Where on the spectrum of loyalty and betrayal does song begin? And where does it end? I think each writer has to decide this over and over.
Sharon Olds
Brice Marden, The Muses, 1991–93, oil on linen, 108 × 180 inches. Private collection. Courtesy of Thomas Ammann Fine Art Zürich.
Brice Marden’s The Muses is a marvelous painting, horizontal but consisting of vertical linear movements which will reassure those who find relief in the potentially figurative. But I think what’s exciting about it lies beyond fears of the formless, returning one to the body by a route at once more circuitous and direct. Lines are painted in and then painted or washed out, beginning and ending and beginning again as other lines are painted in other colors, in a constant play between the tangible and the spectral, addition and erasure (a kind of addition), performed by a constantly considered yet improvisational brush-stroke, the colors naturalistic and combining with white to produce a shimmering optical grayness. What Marden does here with thin paint recalls his thick waxy paintings of the earlier 1970s, which like this one needed the colors of landscape to maintain the possibility of an atmosphere which can undermine the surface and save it from being merely the place of inscription.
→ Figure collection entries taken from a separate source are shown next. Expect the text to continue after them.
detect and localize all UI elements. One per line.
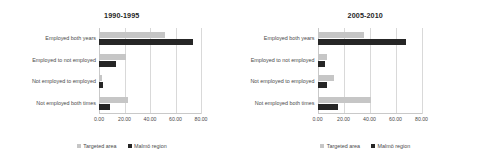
x-tick-label: 80.00 [415, 116, 428, 122]
bar-targeted-area [99, 75, 102, 81]
bar-malmo-region [99, 82, 103, 88]
bar-malmo-region [99, 61, 116, 67]
x-axis-tick-labels: 0.0020.0040.0060.0080.00 [99, 116, 201, 126]
x-axis-tick-labels: 0.0020.0040.0060.0080.00 [318, 116, 422, 126]
category-axis-labels: Employed both years Employed to not empl… [6, 28, 99, 114]
legend-swatch-icon [128, 144, 132, 148]
bar-group [318, 52, 422, 69]
category-label: Employed both years [246, 30, 315, 47]
chart-title: 2005-2010 [244, 11, 487, 20]
bar-targeted-area [99, 97, 128, 103]
bar-groups [318, 28, 422, 114]
category-label: Employed to not employed [6, 52, 96, 69]
bar-malmo-region [318, 39, 406, 45]
x-tick-label: 20.00 [118, 116, 131, 122]
legend-swatch-icon [77, 144, 81, 148]
x-tick-label: 80.00 [195, 116, 208, 122]
x-tick-label: 20.00 [337, 116, 350, 122]
bar-targeted-area [99, 54, 126, 60]
x-tick-label: 60.00 [169, 116, 182, 122]
x-tick-label: 0.00 [312, 116, 322, 122]
bar-malmo-region [318, 82, 327, 88]
bar-malmo-region [318, 104, 339, 110]
bar-group [318, 73, 422, 90]
bar-targeted-area [99, 32, 165, 38]
bar-malmo-region [99, 39, 193, 45]
x-tick-label: 40.00 [363, 116, 376, 122]
legend-label: Targeted area [327, 143, 360, 149]
category-label: Not employed both times [6, 95, 96, 112]
x-tick-label: 0.00 [94, 116, 104, 122]
bar-targeted-area [318, 32, 365, 38]
bar-malmo-region [318, 61, 326, 67]
legend-swatch-icon [371, 144, 375, 148]
x-tick-label: 40.00 [144, 116, 157, 122]
category-label: Not employed to employed [6, 73, 96, 90]
legend-item-targeted-area: Targeted area [320, 143, 360, 149]
bar-group [318, 30, 422, 47]
chart-legend: Targeted area Malmö region [0, 143, 244, 149]
category-axis-labels: Employed both years Employed to not empl… [246, 28, 318, 114]
bar-group [99, 73, 201, 90]
legend-label: Targeted area [83, 143, 116, 149]
legend-item-targeted-area: Targeted area [77, 143, 117, 149]
bar-group [99, 30, 201, 47]
plot-area [318, 28, 422, 114]
chart-title: 1990-1995 [0, 11, 244, 20]
legend-item-malmo-region: Malmö region [371, 143, 410, 149]
bar-groups [99, 28, 201, 114]
category-label: Not employed to employed [246, 73, 315, 90]
plot-area [99, 28, 201, 114]
x-axis-line [99, 113, 201, 114]
bar-targeted-area [318, 75, 335, 81]
bar-targeted-area [318, 97, 371, 103]
bar-targeted-area [318, 54, 328, 60]
bar-malmo-region [99, 104, 110, 110]
x-tick-label: 60.00 [389, 116, 402, 122]
bar-group [318, 95, 422, 112]
category-label: Employed both years [6, 30, 96, 47]
legend-item-malmo-region: Malmö region [128, 143, 167, 149]
bar-group [99, 52, 201, 69]
bar-group [99, 95, 201, 112]
chart-legend: Targeted area Malmö region [244, 143, 487, 149]
legend-label: Malmö region [378, 143, 411, 149]
chart-panel-2005-2010: 2005-2010 Employed both years Employed t… [244, 0, 487, 155]
x-axis-line [318, 113, 422, 114]
legend-label: Malmö region [134, 143, 167, 149]
category-label: Not employed both times [246, 95, 315, 112]
gridline [201, 28, 202, 114]
category-label: Employed to not employed [246, 52, 315, 69]
chart-panel-1990-1995: 1990-1995 Employed both years Employed t… [0, 0, 244, 155]
gridline [422, 28, 423, 114]
legend-swatch-icon [320, 144, 324, 148]
grouped-bar-chart-figure: 1990-1995 Employed both years Employed t… [0, 0, 487, 155]
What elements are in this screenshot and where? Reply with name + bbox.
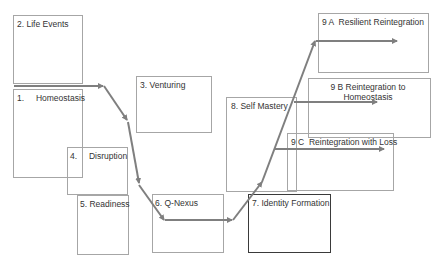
node-venturing-label: 3. Venturing xyxy=(140,80,185,90)
node-homeostasis-label: 1. Homeostasis xyxy=(17,93,85,103)
node-identity-formation-label: 7. Identity Formation xyxy=(252,198,329,208)
node-9a-text: 9 A Resilient Reintegration xyxy=(322,17,424,27)
node-reintegration-loss-label: 9 C Reintegration with Loss xyxy=(291,137,397,147)
node-readiness-label: 5. Readiness xyxy=(80,199,130,209)
node-self-mastery-label: 8. Self Mastery xyxy=(231,101,288,111)
node-9c-text: 9 C Reintegration with Loss xyxy=(291,137,397,147)
node-resilient-reintegration-label: 9 A Resilient Reintegration xyxy=(322,17,424,27)
arrow-to-disruption xyxy=(104,86,127,120)
node-homeostasis-text: 1. Homeostasis xyxy=(17,93,85,103)
node-disruption-label: 4. Disruption xyxy=(70,151,127,161)
node-life-events-label: 2. Life Events xyxy=(17,19,69,29)
node-reintegration-homeostasis-label: 9 B Reintegration to Homeostasis xyxy=(318,82,418,102)
node-disruption-text: 4. Disruption xyxy=(70,151,127,161)
node-q-nexus-label: 6. Q-Nexus xyxy=(155,198,198,208)
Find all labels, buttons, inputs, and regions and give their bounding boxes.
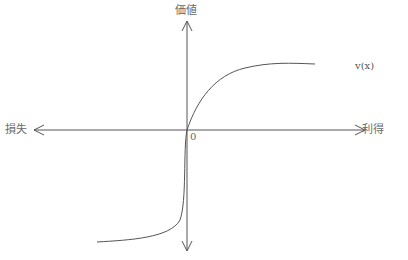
- diagram-svg: [0, 0, 408, 260]
- value-function-diagram: 価値 損失 利得 v(x) 0: [0, 0, 408, 260]
- curve-label: v(x): [355, 61, 374, 71]
- y-axis-label: 価値: [175, 5, 197, 16]
- x-axis-negative-label: 損失: [5, 124, 27, 135]
- gain-curve: [187, 63, 315, 130]
- x-axis-positive-label: 利得: [362, 124, 384, 135]
- loss-curve: [97, 130, 187, 242]
- origin-label: 0: [190, 132, 196, 142]
- x-axis: [34, 125, 365, 135]
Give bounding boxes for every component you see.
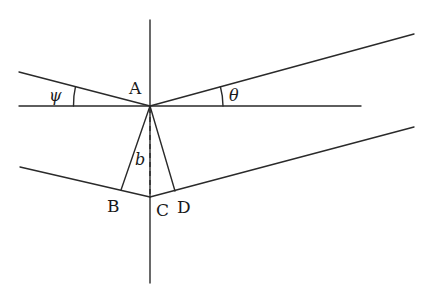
psi-label: ψ	[49, 86, 62, 105]
lower-right-line	[150, 127, 414, 197]
point-b-label: B	[107, 196, 120, 216]
length-b-label: b	[135, 150, 145, 169]
segment-ab	[121, 106, 150, 190]
theta-label: θ	[229, 86, 239, 105]
point-a-label: A	[128, 78, 142, 98]
psi-angle-arc	[73, 87, 75, 106]
geometry-diagram: ψ θ A b B C D	[0, 0, 437, 299]
point-d-label: D	[177, 197, 191, 217]
theta-angle-arc	[220, 87, 223, 106]
point-c-label: C	[156, 200, 169, 220]
upper-right-line	[150, 34, 414, 106]
segment-ad	[150, 106, 175, 191]
lower-left-line	[20, 167, 150, 197]
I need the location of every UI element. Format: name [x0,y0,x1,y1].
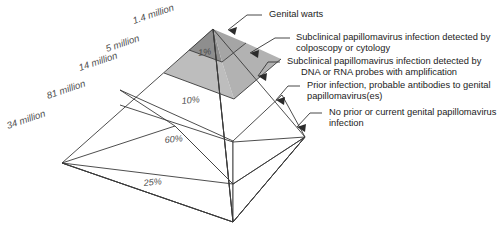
band-percent-1: 1% [198,46,212,58]
annotation-prior-infection-line1: Prior infection, probable antibodies to … [307,80,490,90]
band-percent-25: 25% [142,176,162,188]
annotation-no-prior-infection-line2: infection [329,118,496,129]
annotation-genital-warts-line1: Genital warts [269,9,323,19]
band-percent-10: 10% [181,94,200,106]
annotation-no-prior-infection: No prior or current genital papillomavir… [329,107,496,129]
pyramid-figure-root: 1% 10% 60% 25% 1.4 million 5 million 14 … [0,0,497,232]
annotation-subclinical-dna-rna-line2: DNA or RNA probes with amplification [301,67,481,78]
annotation-genital-warts: Genital warts [269,9,323,20]
band-percent-60: 60% [164,133,183,145]
annotation-subclinical-colposcopy-line1: Subclinical papillomavirus infection det… [296,32,490,42]
annotation-prior-infection: Prior infection, probable antibodies to … [307,80,490,102]
annotation-subclinical-colposcopy-line2: colposcopy or cytology [296,43,490,54]
annotation-subclinical-dna-rna: Subclinical papillomavirus infection det… [287,56,481,78]
annotation-prior-infection-line2: papillomavirus(es) [307,91,490,102]
annotation-subclinical-dna-rna-line1: Subclinical papillomavirus infection det… [287,56,481,66]
annotation-subclinical-colposcopy: Subclinical papillomavirus infection det… [296,32,490,54]
annotation-no-prior-infection-line1: No prior or current genital papillomavir… [329,107,496,117]
left-label-34-million: 34 million [5,107,47,130]
left-label-1-4-million: 1.4 million [131,2,175,26]
leader-prior-infection [276,86,300,105]
leader-no-prior-infection [297,113,322,132]
leader-genital-warts [228,15,262,35]
left-label-14-million: 14 million [77,49,119,72]
left-label-81-million: 81 million [45,77,87,100]
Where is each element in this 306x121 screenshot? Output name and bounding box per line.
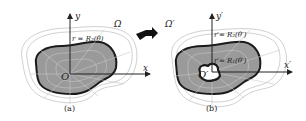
inner-boundary-label-b: r′= R₁(θ′) [214, 57, 247, 65]
y-axis-label-b: y′ [215, 11, 223, 21]
region-label-a: Ω [113, 19, 122, 29]
mapping-diagram: y x O Ω r = R₂(θ) (a) y′ x′ O′ Ω′ r′= R₂… [0, 0, 306, 121]
region-a [36, 42, 117, 94]
origin-label-a: O [61, 71, 69, 82]
region-label-b: Ω′ [164, 19, 175, 29]
transform-arrow-icon [136, 27, 158, 40]
x-axis-label-b: x′ [284, 60, 291, 70]
outer-boundary-label-b: r′= R₂(θ′) [214, 31, 247, 39]
x-axis-label-a: x [143, 63, 148, 73]
caption-a: (a) [64, 104, 75, 113]
caption-b: (b) [206, 104, 217, 113]
boundary-label-a: r = R₂(θ) [72, 35, 104, 43]
panel-b: y′ x′ O′ Ω′ r′= R₂(θ′) r′= R₁(θ′) (b) [164, 11, 292, 113]
panel-a: y x O Ω r = R₂(θ) (a) [22, 11, 150, 113]
y-axis-label-a: y [74, 11, 81, 21]
origin-label-b: O′ [198, 69, 209, 80]
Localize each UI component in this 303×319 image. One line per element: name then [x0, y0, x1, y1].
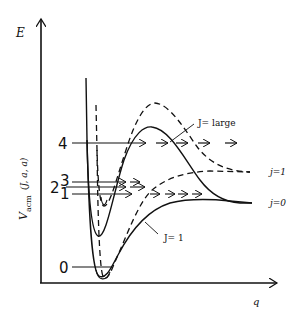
energy-level-4: 4 [58, 135, 237, 153]
leader-line-j-large [170, 124, 194, 142]
level-label-0: 0 [59, 259, 69, 277]
label-asymptote-j0: j=0 [268, 198, 286, 208]
potential-subscript: acm [24, 195, 33, 212]
level-label-4: 4 [58, 135, 68, 153]
level-label-1: 1 [60, 185, 70, 203]
label-j-1: J= 1 [163, 233, 184, 243]
leader-line-j-1 [145, 222, 158, 234]
y-axis-label: E [15, 26, 25, 40]
potential-arguments: (J, a, a) [19, 157, 29, 190]
energy-level-0: 0 [59, 259, 112, 277]
curve-solid-j-1 [87, 140, 252, 277]
label-j-large: J= large [197, 118, 236, 128]
potential-axis-label: V acm (J, a, a) [17, 157, 33, 220]
level-label-2: 2 [50, 179, 60, 197]
curve-solid-j-large [86, 78, 252, 236]
x-axis-label: q [253, 296, 259, 307]
label-asymptote-j1: j=1 [268, 167, 286, 177]
potential-energy-diagram: E q V acm (J, a, a) 4 3 2 1 [0, 0, 303, 319]
curve-small-dashed-u [101, 197, 107, 205]
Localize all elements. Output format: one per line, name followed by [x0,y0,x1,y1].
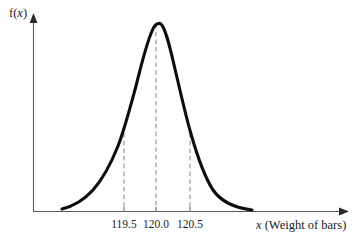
normal-distribution-figure: f(x) x (Weight of bars) 119.5 120.0 120.… [0,0,358,239]
y-axis-arrow-icon [30,13,38,23]
y-axis-label: f(x) [9,7,27,20]
tick-label-120-5: 120.5 [170,219,210,231]
normal-density-curve [62,23,252,210]
x-axis-label: x (Weight of bars) [256,219,346,232]
x-axis-label-caption: (Weight of bars) [262,218,347,232]
y-axis-label-suffix: ) [23,6,27,20]
x-axis-arrow-icon [339,208,349,216]
plot-canvas [0,0,358,239]
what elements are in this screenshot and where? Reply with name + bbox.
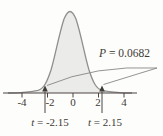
p-value-label: P = 0.0682 bbox=[99, 47, 150, 59]
t-left-label: t = -2.15 bbox=[31, 116, 69, 128]
x-tick-label-0: 0 bbox=[70, 96, 76, 108]
t-right-value: = 2.15 bbox=[91, 116, 122, 128]
t-marker-right-arrowhead bbox=[99, 86, 105, 92]
p-value-text: = 0.0682 bbox=[106, 47, 150, 59]
x-tick-label-4: 4 bbox=[121, 96, 127, 108]
p-variable: P bbox=[99, 47, 106, 59]
x-tick-label-neg2: -2 bbox=[45, 96, 54, 108]
x-tick-label-2: 2 bbox=[95, 96, 101, 108]
t-distribution-figure: P = 0.0682 -4 -2 0 2 4 t = -2.15 t = 2.1… bbox=[0, 0, 163, 136]
distribution-plot bbox=[0, 0, 163, 136]
p-callout-right-line bbox=[104, 68, 158, 85]
x-tick-label-neg4: -4 bbox=[17, 96, 26, 108]
t-right-label: t = 2.15 bbox=[88, 116, 122, 128]
t-left-value: = -2.15 bbox=[34, 116, 69, 128]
This seems important because if the visual is always about what it’s not (e.g. time), in Marden it may be about touch, a kind of inscribing, and The Muses suggests to me that the reason I was not convinced by (for instance) intervening works like the Cold Mountain series—where I thought the drawings good but the paintings not—is that his sense of touch and (or as) inscription only comes into its own when it can get lost in a space of its own making.
—Jeremy Gilbert-Rolfe
Originally published in
Featuring interviews with Gregory Crewdson, Lorna Simpson, Allan Gurganus, Louis Auchincloss, Marie Howe, Rilla Askew, Rupert Graves, Andrew Blanco, and Paula Vogel.
Where on the spectrum of loyalty and betrayal does song begin? And where does it end? I think each writer has to decide this over and over.